Every interactive part of a Lattice primitive has to render something — a Dialog.Trigger needs a button to click, a Menu.Item needs a row to select. By default each part renders a sensible host element (usually a textbutton) and wires its behavior onto it. That is convenient, but it is also opinionated: you inherit the primitive’s element type and base props.
asChild flips that around. Instead of rendering its own wrapper, the part takes the single element you provide and merges its behavior — event handlers, refs, and selection flags — onto it. Your element becomes the host; the primitive just enhances it. This is how you keep full control of the visual element while still getting the primitive’s interaction contract.

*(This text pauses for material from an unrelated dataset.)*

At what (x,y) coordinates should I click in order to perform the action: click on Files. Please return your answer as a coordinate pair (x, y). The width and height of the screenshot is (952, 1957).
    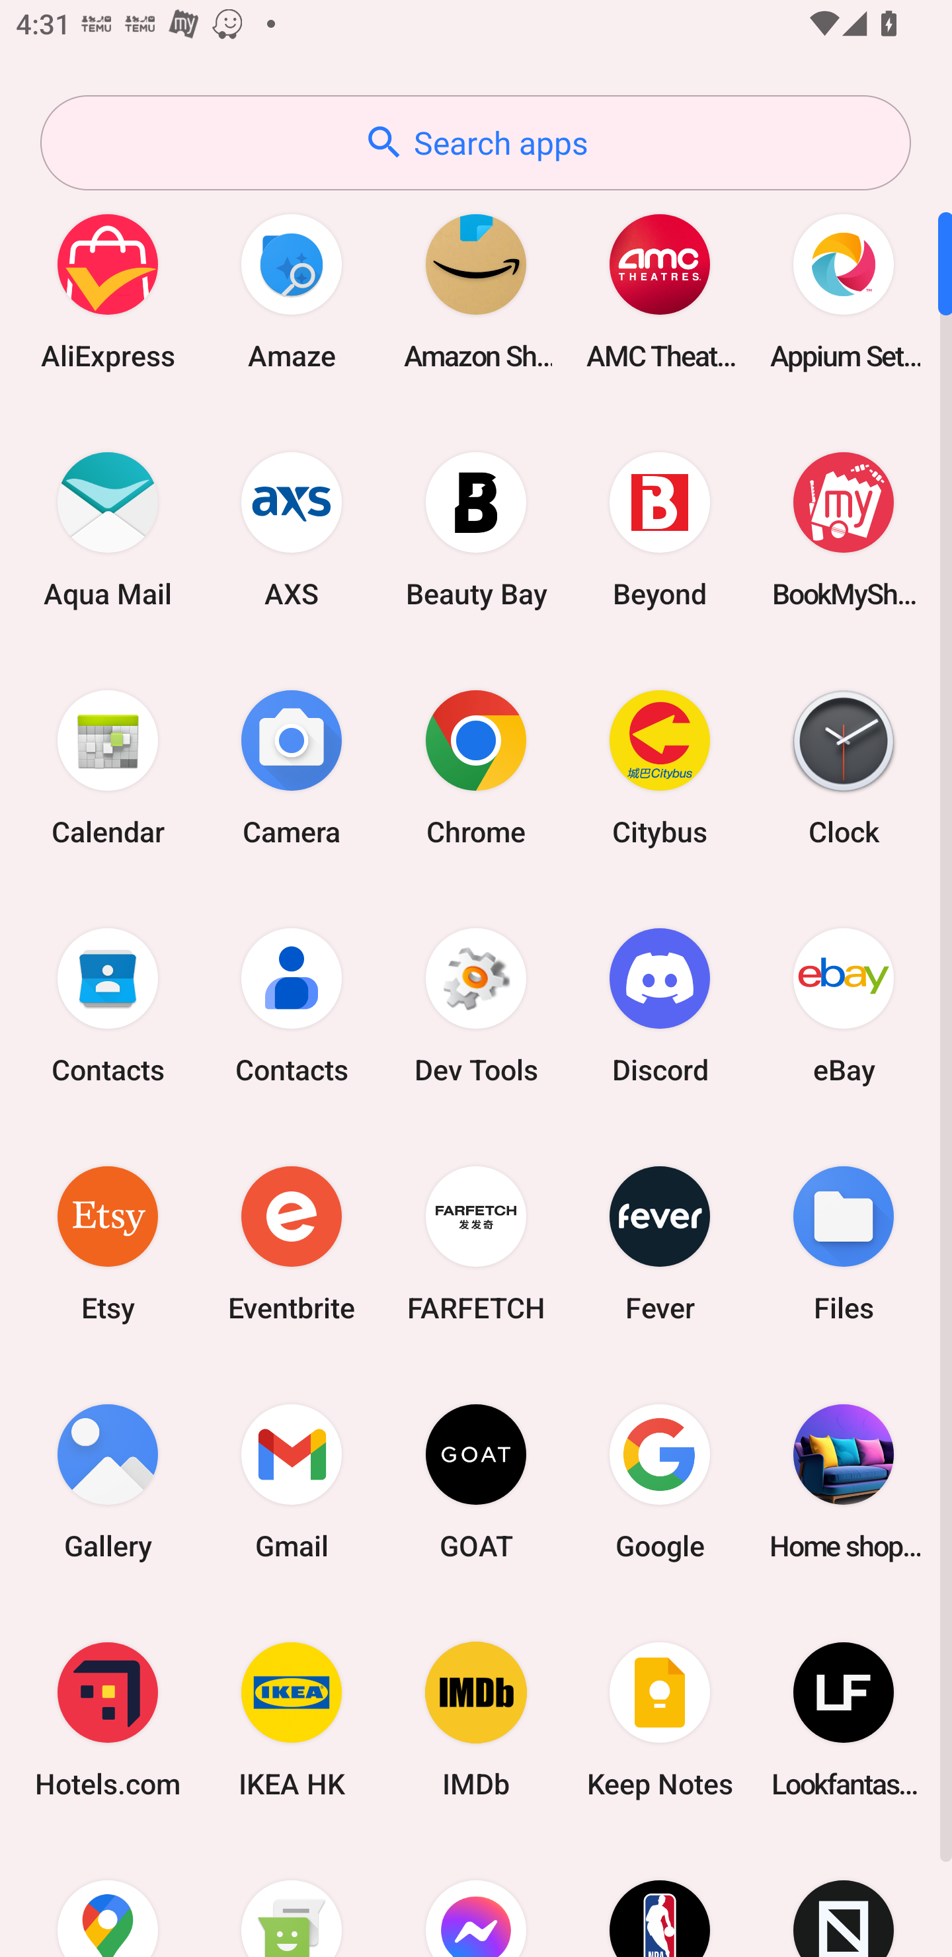
    Looking at the image, I should click on (843, 1243).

Under the hood this is powered by the Slot component from @lattice-ui/core, which clones your child and composes props onto it.
The problem asChild solves
Without asChild, a trigger renders the primitive’s default element:
<Popover.Trigger> {/* renders a Lattice <textbutton> with default styling */}</Popover.Trigger>That textbutton is the primitive’s choice, not yours. If your design system already has a Button component, or you want an imagebutton, or a frame styled exactly your way, you would otherwise be fighting the wrapper.
With asChild, you hand the part your element and it merges behavior onto it:
<Popover.Trigger asChild> <imagebutton Image="rbxassetid://0" Size={UDim2.fromOffset(48, 48)} /></Popover.Trigger>Now the imagebutton is the trigger. The primitive composes its Activated handler, its ref, and its selection flags onto your element instead of rendering a second node.
How Slot merges props
When a part is in asChild mode it renders through Slot. Slot takes exactly one child and clones it, combining the primitive’s props with the child’s props. The merge rules are important to understand:
- Refs are composed. Your child’s ref and the primitive’s ref both fire, so the primitive can measure or focus the node while your own ref still receives it. You never have to choose between them.
EventandChangehandler tables are chained. If both the primitive and your child define a handler for the same signal (sayActivated), both run — the child’s handler first, then the primitive’s. Neither one clobbers the other.- Other props are shallow-merged, with the primitive’s props taking precedence for the keys it sets (for example
ActiveorSelectableon a trigger).
<Menu.Item asChild> <textbutton Text="Copy link" Event={{ // Your handler runs, then the primitive's selection handler runs. Activated: () => print("copied"), }} /></Menu.Item>Because Slot composes rather than replaces, you can attach your own analytics or sound effects to the same event the primitive uses for its behavior.
Slot clones a single child. Pass exactly one GuiObject element — not a string, not a fragment, not multiple siblings. Parts like Popover.Trigger and PopoverContent call error("... asChild requires a child element.") when the child is missing or invalid, so a wrong shape fails loudly rather than silently dropping behavior.
Where you’ll use it
asChild shows up on the parts that wrap a single interactive or visual host:
- Triggers —
Dialog.Trigger,Popover.Trigger,Select.Trigger, and friends, so your own button opens the surface. - Close buttons —
Dialog.Close, so a styled button inside the content closes it. - Items —
Menu.Itemand similar, so each row is your element. - Overlays and content hosts — so the backdrop or panel frame is yours, with the primitive’s dismissal/positioning behavior merged on.
A trigger that forwards its ref correctly also becomes the focus-restore target and the positioning anchor for free, because the primitive composes its ref onto your element.
import { Dialog } from "@lattice-ui/dialog";import { Button } from "../ui/Button"; // your design-system button
export function SettingsButton() { return ( <Dialog.Root> <Dialog.Trigger asChild> <Button text="Settings" variant="ghost" /> </Dialog.Trigger> {/* ...portal, overlay, content... */} </Dialog.Root> );}Slot composes the primitive’s ref onto your child, but only if your child actually accepts and forwards a ref to a real GuiObject. A wrapper component that drops ref will break focus restoration, positioning, and outside-press detection. Make custom host components forward their ref to the underlying element.
When to use it
- Your app already has the right visual element — a design-system button, a styled frame — and you only want the behavior.
- You want a native-looking host (
imagebutton, custom frame) but still need primitive-driven interaction. - You want to attach your own handlers to the same event the primitive uses, without losing either.
When not to use it
- The part needs to render multiple internal nodes to do its job.
Slotclones one child only; let the part render its own structure. - You would have to spread the merged behavior across several siblings. That is a sign the default host is the right contract.
- The host element is part of the package contract (some parts deliberately render a specific structure). Overriding it can break the primitive’s assumptions.